杏吧原创

This Week鈥檚 Letters

Correction

Due to an error in production the penultimate paragraph of Sally Manders’s letter (25 May, p 57) contained an inaccuracy. It should have read: “Female suffrage is enshrined in the US Constitution but equal rights for the sexes are not. Women vote in elections because the federal government and individual states have legalised universal suffrage. However, this does not amount to equal status under the constitution. The Equal Rights Amendment of 1923, proposing equality in law and supported by the National Women’s Party has, 79 years later, still not been ratified.”

Letter

Your article raises the possibility of cosmological constants changing over time. I recall reading a book by E. A. Milne that was a popular version of his cosmological research during the period from 1928 to 1950. The book was entitled Modern Cosmology and the Christian Idea of God (1952). Milne propounded a theory of relativity derived from considering time as the basis for relativistic calculations, and I think he concluded that one had to recognise two kinds of time measurement. In one time (t-time) constants appeared to be constant, but in a more cosmologically true time (tau-time) they predictably changed. I wonder if any of your readers can recall this work and could comment on whether it has been discredited or just forgotten.

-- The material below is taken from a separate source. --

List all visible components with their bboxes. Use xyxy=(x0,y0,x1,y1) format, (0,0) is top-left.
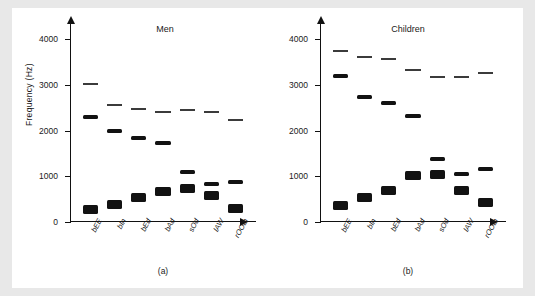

A fuller version of Thomas Dent’s letter (above) can be seen on our website鈥擡d.

Still moving

Your article talks of the damage high-intensity magnetic fields might cause to living bodies (18 May, p 12). The implication is that no effect should appear on animals that aren’t moving.

But has no one considered that inside motionless animals there are moving liquids, blood in particular, so that a potential difference will be established in the veins?

Quality control

Feedback is puzzled by “superfluous precision” in product use-by dates (25 May).

Dates on packs serve two functions. The obvious one is to tell the consumer when the product should be used by. The second use of the date is to tell the manufacturer when the item was packed. He knows how far forward the stamped date is from the packing date, so it is easy to count back. If a consumer returns a faulty item, checks can be made about what was going on at the time of packing, and “retrospective preventative action” taken to ensure there is no recurrence. The time shown is the actual time of packing, to give even more precise traceability.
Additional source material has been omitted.